When that line first came up in the Addams Family movie, I remember laughing hysterically. Wednesday asked for something and Gomez said and what do we say? And she said “NOW” as opposed to the please. The use of the word ‘please’ is something we drill into our children. It’s how we teach them to make pleasant requests as opposed to demands.
Demanding Natures
All babies are born demanding. They have no other way to be. If they are hungry, they demand to be fed. If they are tired, they demand to be comforted and put down for sleep. If they are wet, they demand to be changed. A baby demands what they need. They have to – because they have no other way to fulfill those needs.
As they get older and achieve more sentience and communication ability, we begin to gentle that demanding nature by urging them to request rather than demand. This begins primarily with how we speak to them. We pepper our conversations with liberal uses of the words please and thank you.
We rephrase their questions and answers with the polite terms we want to hear. This is how we teach them, by showing them and by doing them. It’s important that you limit your own demands or at least temper them during the initial teaching phases or you will be confusing your toddler more than you know.
For example, instead of saying “NO! DON’T TOUCH THAT!” – you may instead say. “No, sir. We do not play with that,” or “No, sir, please do not touch that.”
How about “please bring me the toy” or “thank you for that, that was very sweet of you”?
Demonstrate What You Mean
When my daughter was about 13 months old, she had a very limited vocabulary. In fact, she said “dada” and “best buy” very clearly. The rest came out garbled or in her own language. By the time she was 15 months old, she had a more extensive vocabulary, but I had gotten into the habit of saying thank you to her every time she took a bite of food because we were working on eating solids neatly and trying new foods.
So, she’s about 16 and a half months old, she’s sitting in her high chair and eating some crackers while I was eating roast beef and roast potatoes. She was staring at my potatoes with intensity and said, very succinctly: “Thank You, MUCH.”
I looked at her and then looked at what she was staring at. I broke off one of the small potatoes and put a small bite on a fork and held it over to her. She opened her mouth and started chewing it happily. After she swallowed, she looked back at my food and said “Thank you MUCH” again. So I gave her another bite.
She said “Thank you MUCH” for please for months. It wasn’t until she was about two and a half before she said please in the same context or with the same intensity. So remember, your son or daughter is demanding by nature – all babies are – and we teach them to be polite and we teach them how to say please and to make requests.
Have patience, they all get it sooner or later. How did you teach your little one to ask for what they wanted rather than demand?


Write every line of the material again exactly, with no pictures in the copy.

DATA EXTRACT:
□ □ □

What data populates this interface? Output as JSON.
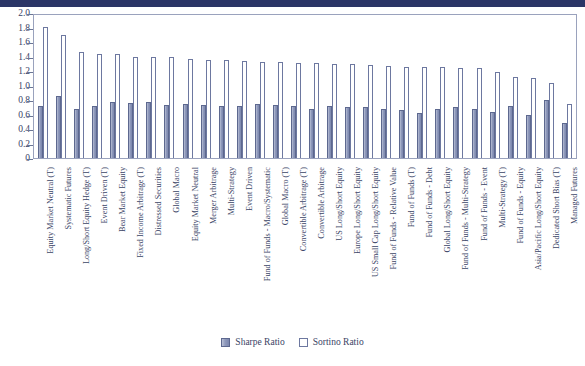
{
  "chart_data": {
    "type": "bar",
    "title": "",
    "xlabel": "",
    "ylabel": "",
    "ylim": [
      0,
      2.0
    ],
    "yticks": [
      "2.0",
      "1.8",
      "1.6",
      "1.4",
      "1.2",
      "1.0",
      "0.8",
      "0.6",
      "0.4",
      "0.2",
      "0"
    ],
    "grid": false,
    "legend_position": "bottom-center",
    "categories": [
      "Equity Market Neutral (T)",
      "Systematic Futures",
      "Long/Short Equity Hedge (T)",
      "Event Driven (T)",
      "Bear Market Equity",
      "Fixed Income Arbitrage (T)",
      "Distressed Securities",
      "Global Macro",
      "Equity Market Neutral",
      "Merger Arbitrage",
      "Multi-Strategy",
      "Event Driven",
      "Fund of Funds - Macro/Systematic",
      "Global Macro (T)",
      "Convertible Arbitrage (T)",
      "Convertible Arbitrage",
      "US Long/Short Equity",
      "Europe Long/Short Equity",
      "US Small Cap Long/Short Equity",
      "Fund of Funds - Relative Value",
      "Fund of Funds (T)",
      "Fund of Funds - Debt",
      "Global Long/Short Equity",
      "Fund of Funds - Multi-Strategy",
      "Fund of Funds - Event",
      "Multi-Strategy (T)",
      "Fund of Funds - Equity",
      "Asia/Pacific Long/Short Equity",
      "Dedicated Short Bias (T)",
      "Managed Futures"
    ],
    "series": [
      {
        "name": "Sharpe Ratio",
        "color": "#8f99bb",
        "values": [
          0.72,
          0.85,
          0.67,
          0.72,
          0.77,
          0.76,
          0.77,
          0.73,
          0.74,
          0.73,
          0.72,
          0.72,
          0.74,
          0.73,
          0.72,
          0.68,
          0.72,
          0.7,
          0.71,
          0.68,
          0.66,
          0.62,
          0.68,
          0.7,
          0.67,
          0.64,
          0.72,
          0.6,
          0.8,
          0.48
        ]
      },
      {
        "name": "Sortino Ratio",
        "color": "#ffffff",
        "values": [
          1.81,
          1.69,
          1.46,
          1.44,
          1.43,
          1.4,
          1.4,
          1.39,
          1.36,
          1.35,
          1.35,
          1.34,
          1.33,
          1.32,
          1.31,
          1.31,
          1.3,
          1.29,
          1.28,
          1.27,
          1.26,
          1.25,
          1.25,
          1.24,
          1.24,
          1.19,
          1.12,
          1.1,
          1.04,
          0.75
        ]
      }
    ],
    "legend": [
      "Sharpe Ratio",
      "Sortino Ratio"
    ]
  }
}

□ □ □

TASK ANSWER:
What data populates this interface? Output as JSON.
{
  "chart_data": {
    "type": "bar",
    "title": "",
    "xlabel": "",
    "ylabel": "",
    "ylim": [
      0,
      2.0
    ],
    "yticks": [
      "2.0",
      "1.8",
      "1.6",
      "1.4",
      "1.2",
      "1.0",
      "0.8",
      "0.6",
      "0.4",
      "0.2",
      "0"
    ],
    "grid": false,
    "legend_position": "bottom-center",
    "categories": [
      "Equity Market Neutral (T)",
      "Systematic Futures",
      "Long/Short Equity Hedge (T)",
      "Event Driven (T)",
      "Bear Market Equity",
      "Fixed Income Arbitrage (T)",
      "Distressed Securities",
      "Global Macro",
      "Equity Market Neutral",
      "Merger Arbitrage",
      "Multi-Strategy",
      "Event Driven",
      "Fund of Funds - Macro/Systematic",
      "Global Macro (T)",
      "Convertible Arbitrage (T)",
      "Convertible Arbitrage",
      "US Long/Short Equity",
      "Europe Long/Short Equity",
      "US Small Cap Long/Short Equity",
      "Fund of Funds - Relative Value",
      "Fund of Funds (T)",
      "Fund of Funds - Debt",
      "Global Long/Short Equity",
      "Fund of Funds - Multi-Strategy",
      "Fund of Funds - Event",
      "Multi-Strategy (T)",
      "Fund of Funds - Equity",
      "Asia/Pacific Long/Short Equity",
      "Dedicated Short Bias (T)",
      "Managed Futures"
    ],
    "series": [
      {
        "name": "Sharpe Ratio",
        "color": "#8f99bb",
        "values": [
          0.72,
          0.85,
          0.67,
          0.72,
          0.77,
          0.76,
          0.77,
          0.73,
          0.74,
          0.73,
          0.72,
          0.72,
          0.74,
          0.73,
          0.72,
          0.68,
          0.72,
          0.7,
          0.71,
          0.68,
          0.66,
          0.62,
          0.68,
          0.7,
          0.67,
          0.64,
          0.72,
          0.6,
          0.8,
          0.48
        ]
      },
      {
        "name": "Sortino Ratio",
        "color": "#ffffff",
        "values": [
          1.81,
          1.69,
          1.46,
          1.44,
          1.43,
          1.4,
          1.4,
          1.39,
          1.36,
          1.35,
          1.35,
          1.34,
          1.33,
          1.32,
          1.31,
          1.31,
          1.3,
          1.29,
          1.28,
          1.27,
          1.26,
          1.25,
          1.25,
          1.24,
          1.24,
          1.19,
          1.12,
          1.1,
          1.04,
          0.75
        ]
      }
    ],
    "legend": [
      "Sharpe Ratio",
      "Sortino Ratio"
    ]
  }
}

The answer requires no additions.